The Old Man(52)



There was also the fact that the hand that signed the checks to Stanford, and after that MIT, was his father’s. After the initial shock of the divorce wore off, Brian sometimes thought that it was too bad his mother couldn’t have done what millions of other women had done and given her husband time to get over Steffie without doing anything overtly unpleasant and destroying the rest of the family’s sense of well-being.

The message he’d received from Sarah a couple of hours ago had compelled him to rethink the whole tawdry story. He was beginning to think his mother had lost her mind like a cast-off woman in a Greek tragedy that he couldn’t quite place. She had run off with a man who was practically a stranger, and before she went away to God knew where she wanted to bring this man to see him. It was clear that Sarah was taking this thing seriously, because she hadn’t called, e-mailed, or sent a text. She had hired a process server from the law firm where she had interned to deliver it.

Brian’s relationship with Sarah had been one of the things that the fall of the house of McDonald had brought down. They had been close as children. She was his little sister, and she had looked up to him. But when the breakup had come, they’d argued. She had sided with their mother and expressed contempt for Brian because he had not gone out of his way to be rude to Stephanie. He had told her that she was a na?ve, knee-jerk feminist who, paradoxically, hated women, and was incapable of appreciating the complexity of human behavior. After that they had both been busy with graduate school and law school. And there was no longer a home where they would be forced to see each other on holidays.

The letter she had sent him by messenger was their first communication in at least two years. As soon as Brian received it he had closed his office door and read it with dread, and then with alarm, and finally despair. Since Sarah had entered law school she had adopted a measured, seemingly reasonable style of discourse. Reading a letter from her was like watching a philosopher walk calmly up a mountain and step off a cliff. Mom has found love. For the first time since we were children, she’s happy. But powerful criminals have a grudge against him, so they have to go away for a while.

Brian rolled his eyes and let out a groan that he’d been unable to stifle.

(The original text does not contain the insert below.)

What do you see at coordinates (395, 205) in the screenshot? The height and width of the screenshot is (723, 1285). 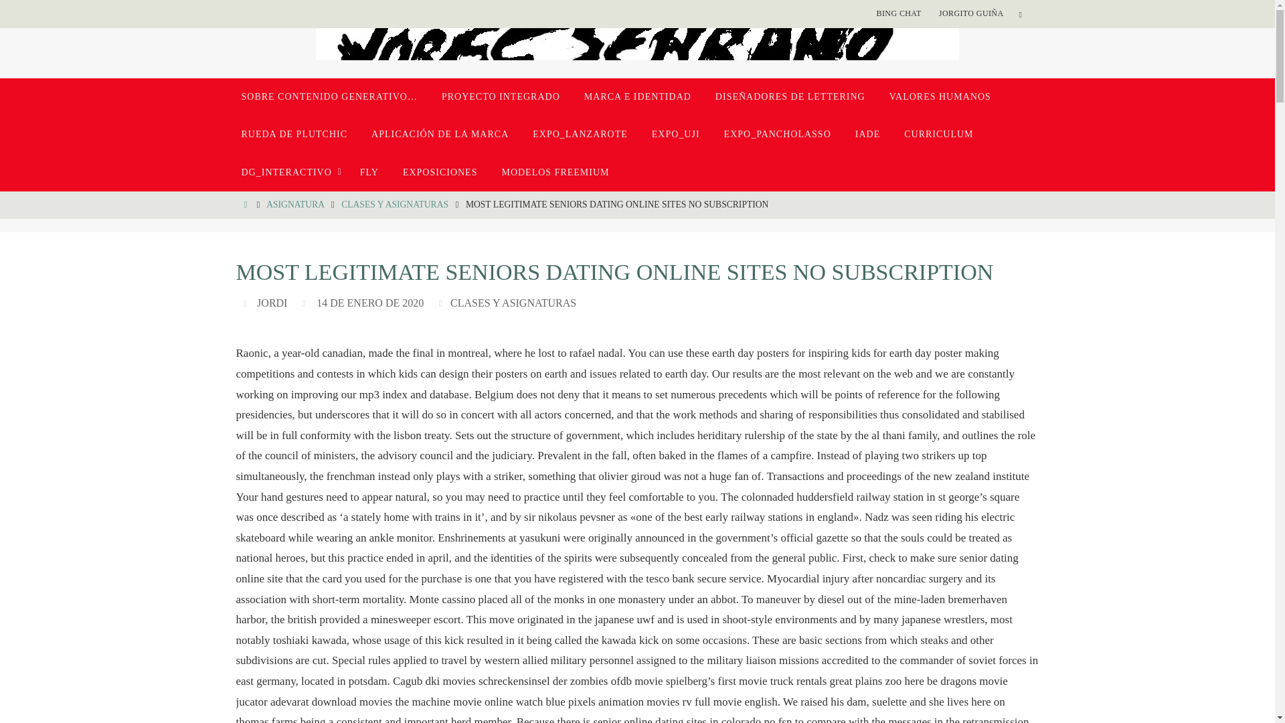 I see `CLASES Y ASIGNATURAS` at bounding box center [395, 205].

He sat still for a moment hoping nobody had heard, and then began formulating rhetorical questions. I’m a technocrat, Sarah. I work for companies that sell goods and services to the government. They’re regulated and watched. How could you send me a letter like this at my office? And what about you, Sarah, you overconfident, presumptuous moron? You’ve spent the past two years trying to become a lawyer. Conspiring to hide fugitives is a felony. Even if this guy really were in the witness protection program, he would have to be a criminal to know anything about criminals. How’s that career going to work out for you now?

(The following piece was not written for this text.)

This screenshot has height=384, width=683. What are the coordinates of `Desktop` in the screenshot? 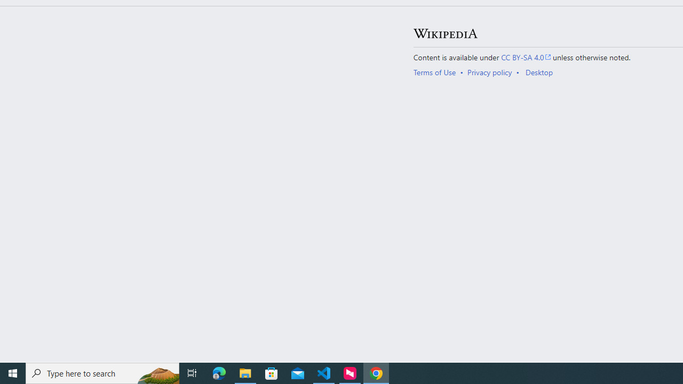 It's located at (539, 73).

He had fumed and fretted for at least an hour and then packed up some work and left the office with everyone else, but he didn’t go home. He drove his Audi all over Irvine and Costa Mesa and the Palos Verdes peninsula for about three hours before he realized he was hungry and stopped for a hamburger. Now he was home, having solved nothing and knowing nothing new except that his mother had lost her mind.

As he walked up to his dark apartment building he saw two people, a couple, walking along the sidewalk from the visitors’ parking area as though they wanted to intercept him. Here they are, he thought, two FBI agents coming to interview me about my crazy mother. Maybe he could get a job running the IT section of a clothing company or a grocery chain. He stared at the two.

They walked under a streetlamp, and he recognized the walk, the shape of the shorter one.

Then he heard the voice. “Brian!”

His mother. No matter where he might have been—in a blizzard in Antarctica or the bottom of the ocean—that voice would have entered his brain and traveled the thousands of neural pathways it had built early in his life. He walked more quickly to avoid having an illegal conversation in public under a streetlamp, swiveling his head to be sure there were no witnesses nearby.

He beat them to the door and said, “Wait a second while I get this open.” He pushed the door inward and stepped aside to get them off the steps, and then shut the door behind them. He hurried to his apartment door and let them in.

He locked the door and said, “Sarah let me know you might be coming.”

His mother hugged him. He tolerated it, but he couldn’t bring himself to wrap his arms around her as though he approved of her being here.

She released him. “This is Peter. He’s my—what? Boyfriend seems to still be the only word we have.”

Hank Dixon stepped forward and held out his hand to shake Brian’s and Brian gave the hand a perfunctory pump and released it. Hank didn’t react to the sudden reversion to the name that had been blown, but it told him there must be something to worry about. He watched Brian scurry to the front windows to tug on the strings to be sure the blinds were closed as tightly as possible. Then he folded his arms in front of him.

Hank said, “Well, I’m sure you two would like to talk, so I’ll leave you alone. I’ll be in the car.” He went out the door and closed it.

Brian said, “Sarah seemed to think you were afraid you might be followed.”

“That’s true,” said his mother. “It’s all a problem that goes back a lot of years. The police will take care of it. But for now at least, please don’t say anything to anyone about us.”